Where on earth is this year going? I blink and its almost half over! It reminds me of an odd sort of tradition my family had when we were growing up. Every birthday Mum would make me clap my hands because as a child I very much wanted to grown up and grow up quickly. By clapping my hands, I was marking a moment in time that I could clearly remember so the following year, when I clapped my hands, it felt that the entire year had rushed past and that I was growing up. It sort of did my head in as a child and it still sort of does.
It’s been nearly four weeks since Nich, Pat, Ben and I ran through the Blue Mountains in the Wild Endurance event and I still have blisters. We took a video camera to record our journey and, like the clapping, makes it seem as if the ordeal was over in a flick of an irritated cat’s tail. Sitting down to watch it afterwards is hilarious. It’s recorded directly after last year’s Wild Endurance and Nich, who at the time was part of our support team, is loudly claiming he would never be stupid enough to run 52km. I guess he was right as he opted instead for the full 100kms. It rained the entire week leading up to it, which made the track that much more…interesting. We got up way to early to make it down to the starting track and the hallucinations started early with a dingaroo, a kangaroo the size of a 4WD and as nasty as a dingo, thumping past our car in the dark as we eased our way down a narrow, snaking dirt track to Duphy’s Camp. Our spirits were high when the race began and, with a hundred other eager individuals, scrambled up a muddy track and tried not to elbow each other in the face.
Now try and imagine paths so thick with mud that with every step your shoe threatened to remain behind. In fact, we became experts on mud. There were three types. The first type of mud was a thick, mousse like mud that was almost black in colour and, although it squelched something horrid, was not nearly as slippery as type two mud. Type two mud was orangey and more clay than dirt. You didn’t sink into it but it was impossible to cross at anything faster than a walk and even then it was challenging. The third type of mud was a mixture of the two and if you angled your steps a certain way, you could actually jog across it and use any slipping to your advantage- unless you were going up hill. Then it just sucked.

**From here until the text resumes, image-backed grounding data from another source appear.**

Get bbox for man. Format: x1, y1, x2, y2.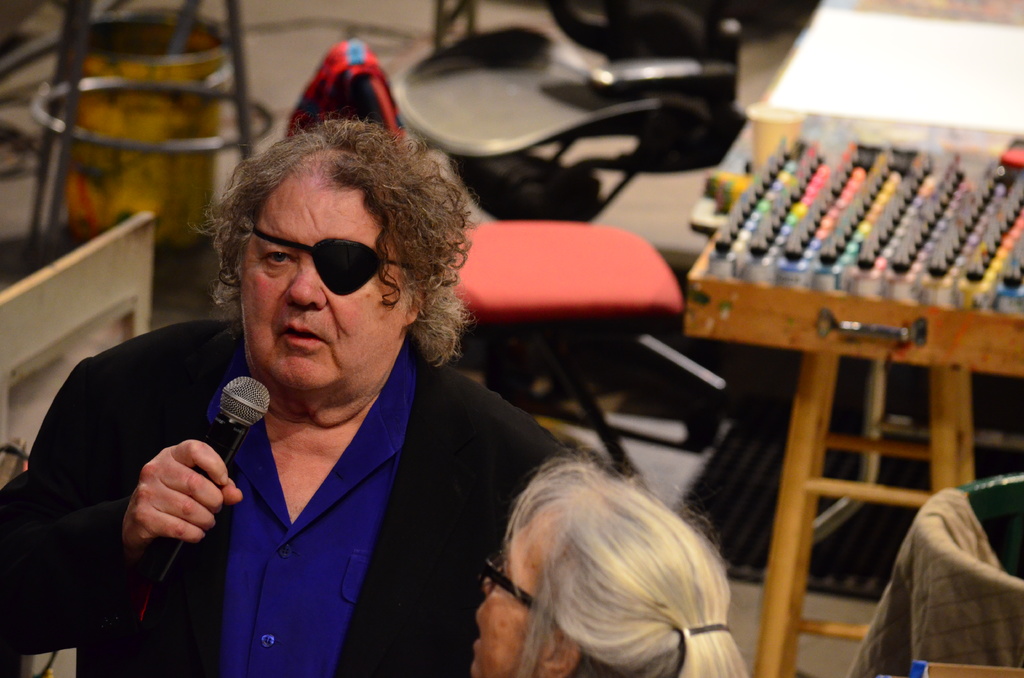
38, 112, 653, 659.
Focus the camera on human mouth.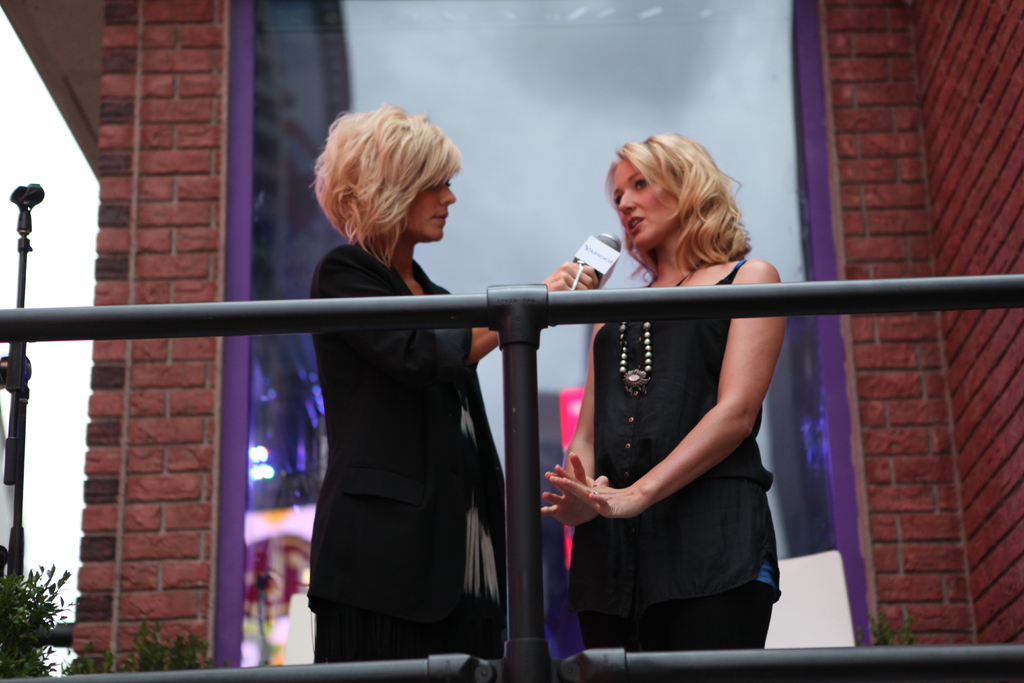
Focus region: box=[428, 212, 450, 226].
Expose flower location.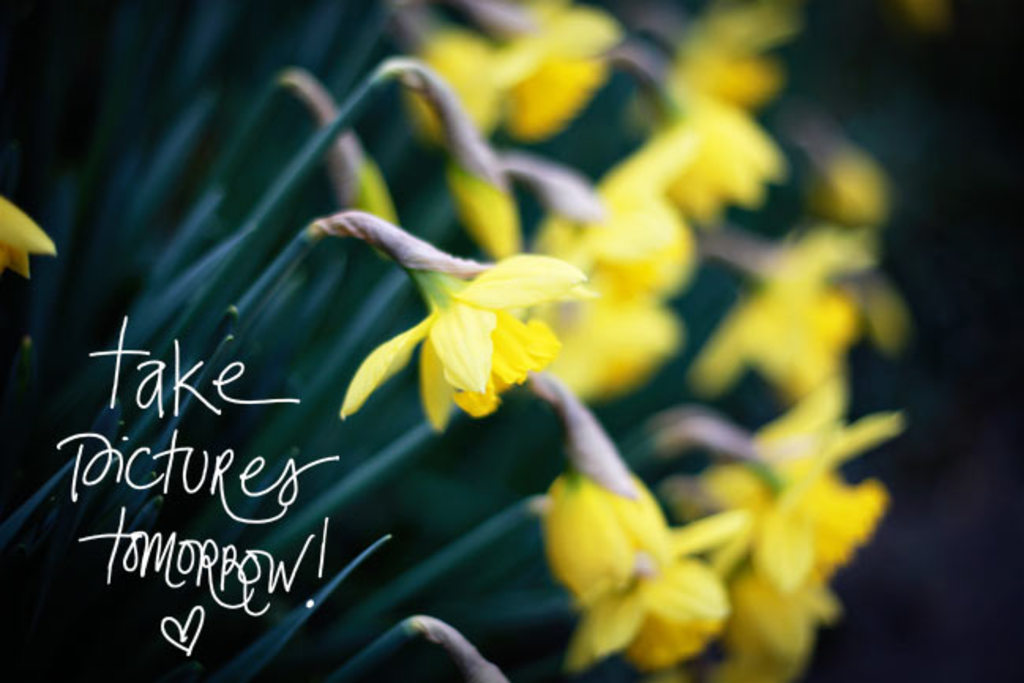
Exposed at select_region(339, 196, 595, 413).
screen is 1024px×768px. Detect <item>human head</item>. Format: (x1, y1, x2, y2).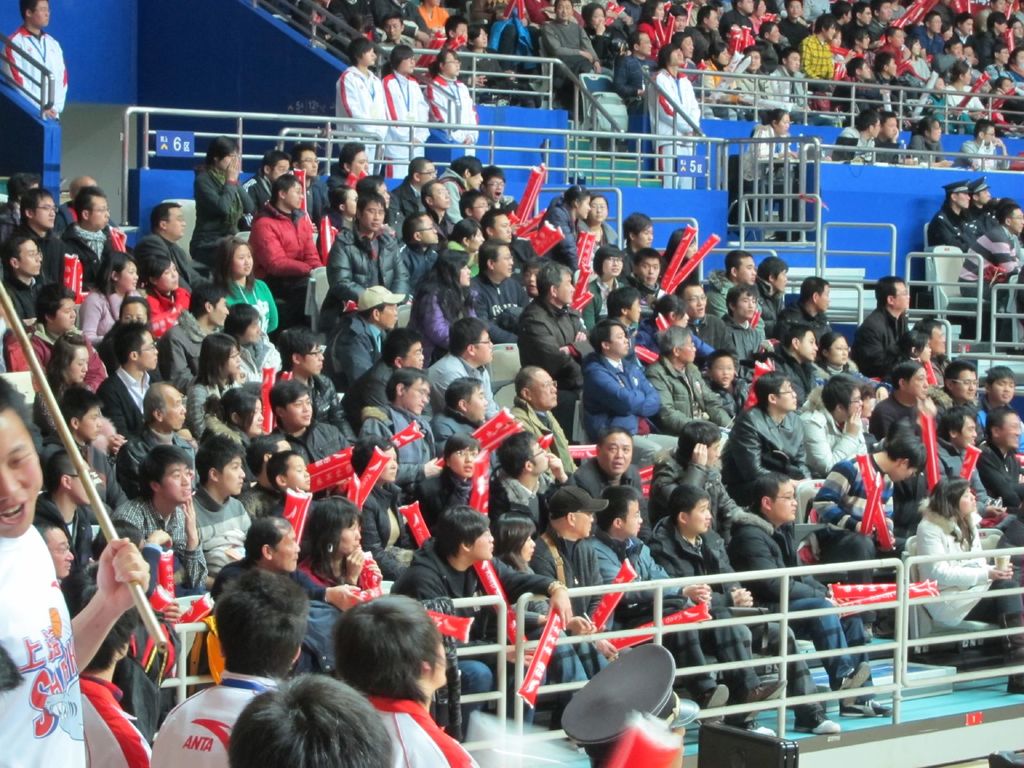
(388, 44, 415, 73).
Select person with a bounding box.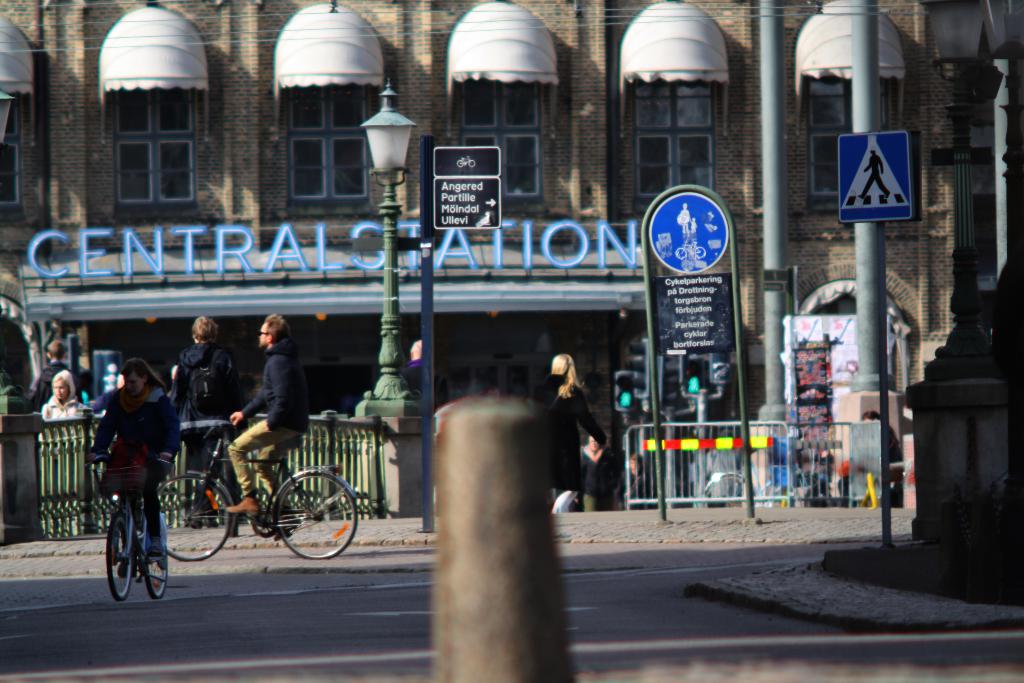
x1=533 y1=352 x2=609 y2=516.
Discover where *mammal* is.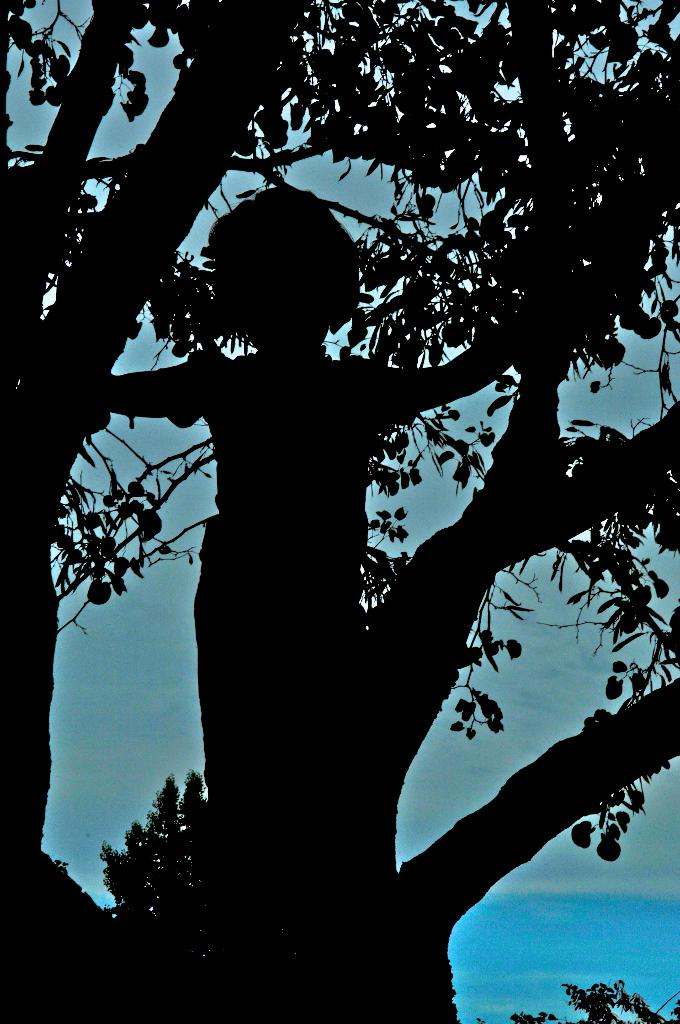
Discovered at BBox(56, 173, 540, 939).
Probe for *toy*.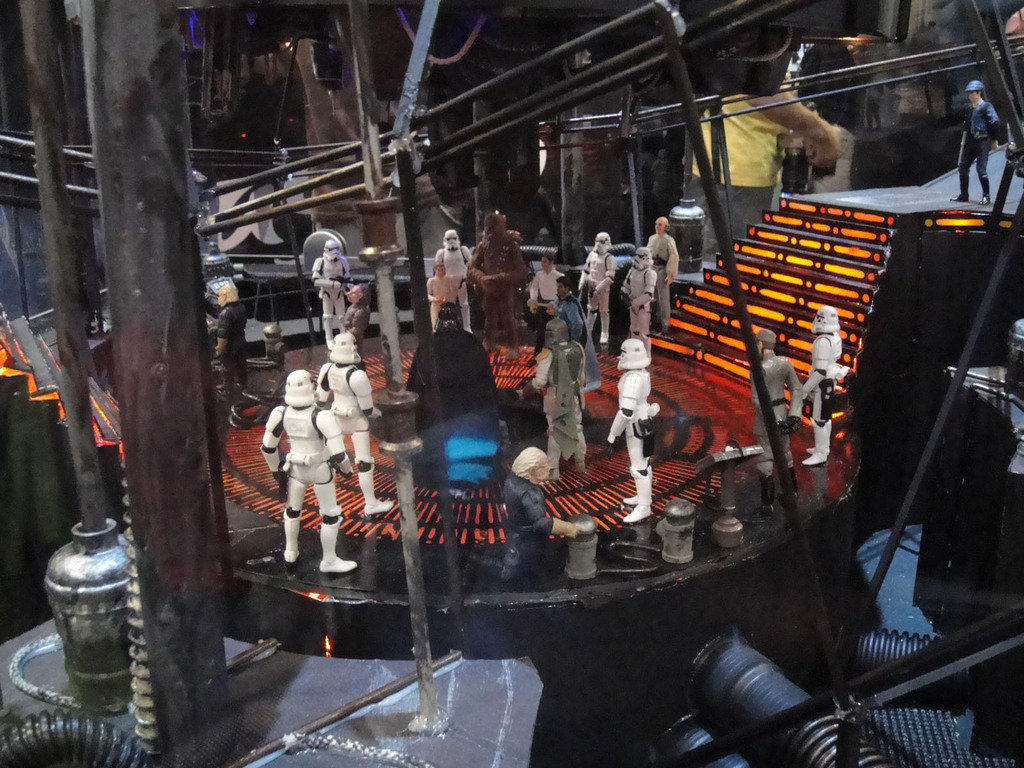
Probe result: x1=252 y1=356 x2=352 y2=568.
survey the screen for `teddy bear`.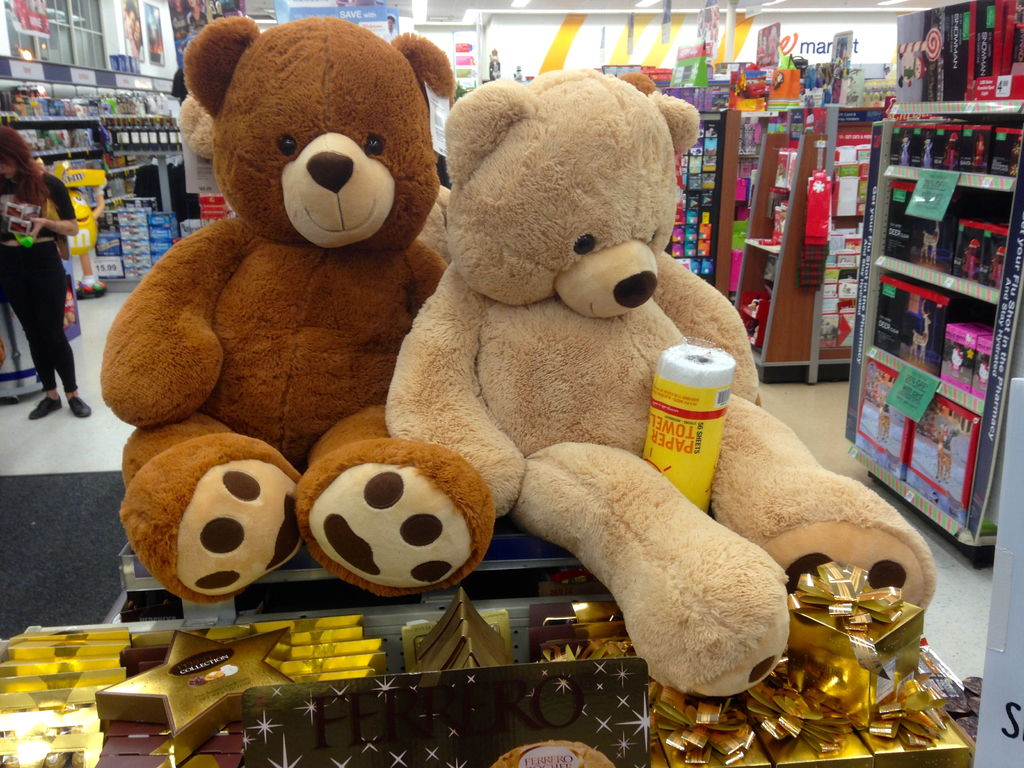
Survey found: (x1=100, y1=13, x2=499, y2=600).
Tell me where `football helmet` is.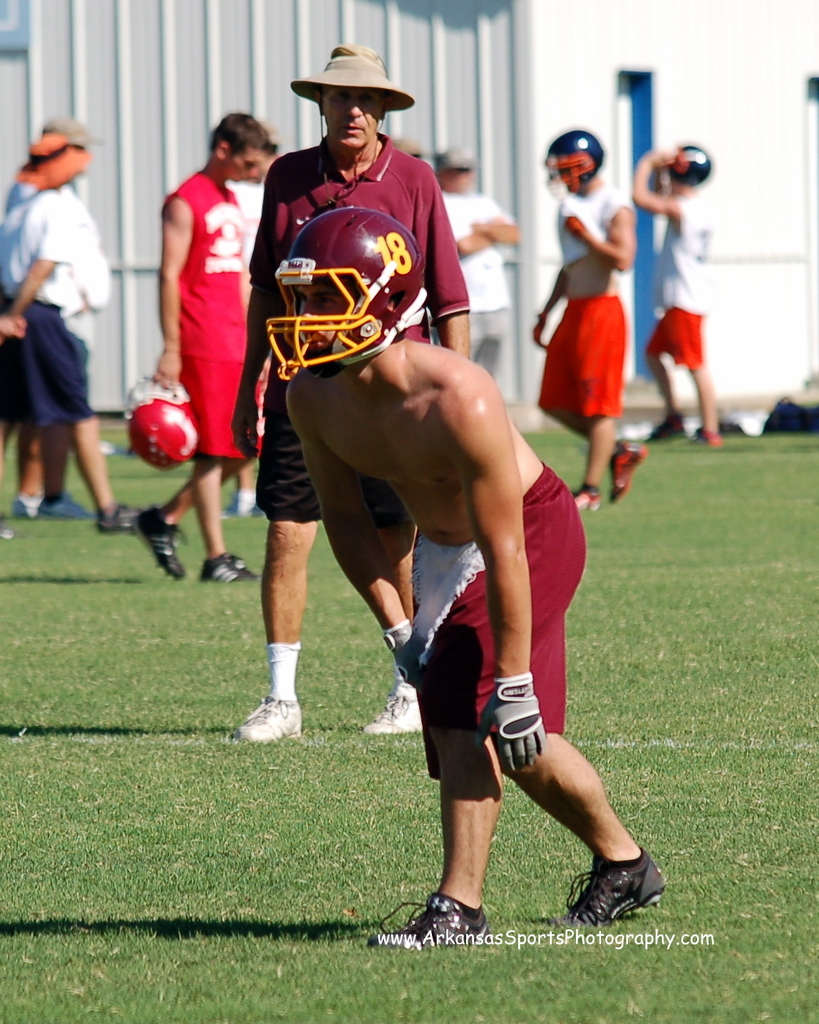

After a few dozen people had passed before us, the paths were beyond lousy. But that did make it interesting. We climbed goat tracks, up ladders, hopscotched across massive crevasses and admired the non-existent views with heavy fog settling thick in the valleys. At times it felt as if we were the only people around for hundreds of kilometres. The Golden Staircase was exciting as it resembled more of a mudfall as we control fell down and the Giant Stairway beside the Three Sisters was just painful as we lugged our tired and abused bodies up. The support team were magnificent. I could’ve married the lot of them. They made us pizza and soup and gave us lots of hugs before kicking us out of the checkpoint so they could have a movie marathon.
Just past the 55km mark disaster struck and Ben had to be evacuated when he got hit by a wallaby…I mean he tore his hip flexor, which isn’t any nicer. So then there were three of us…in the dark…hearing voices…seeing lights…and Pat and I swearing that this section hadn’t been this long last year. By this stage we’d been up since 4:30am, we’d been moving non-stop all day and it was well after midnight. We stopped for two seconds, literally only two seconds, and Nich fell asleep on his feet. It wasn’t the only time either. I would take two steps forward, loose my balance and take two steps to the side. It got so bad that the boys walked on either side of me so I could bounce off them like a ping pong ball. Pat is just a machine. No more needs to be said.
At checkpoint three, just past 5am after 22 hours of non-stop moving, Nich and I bowed out after our knees refused to bend and we’d cried the last 3kms. Pat kept going and another six hours later he jogged through the finish line looking like he was completing a morning jog.
This event had consumed so much of our lives for so long that it was odd when it was finally over. It’s almost June and it feels like it all happened to someone else. Some things in life seem so daunting, so epically huge, that its hard to imagine them being completed and when it’s all over you’re left with this sort of empty feeling. I’m still not quite sure what to do with myself. Although I am definitely not going to ever do something that crazy again. Well…at least not the second half. The first half was kind of fun.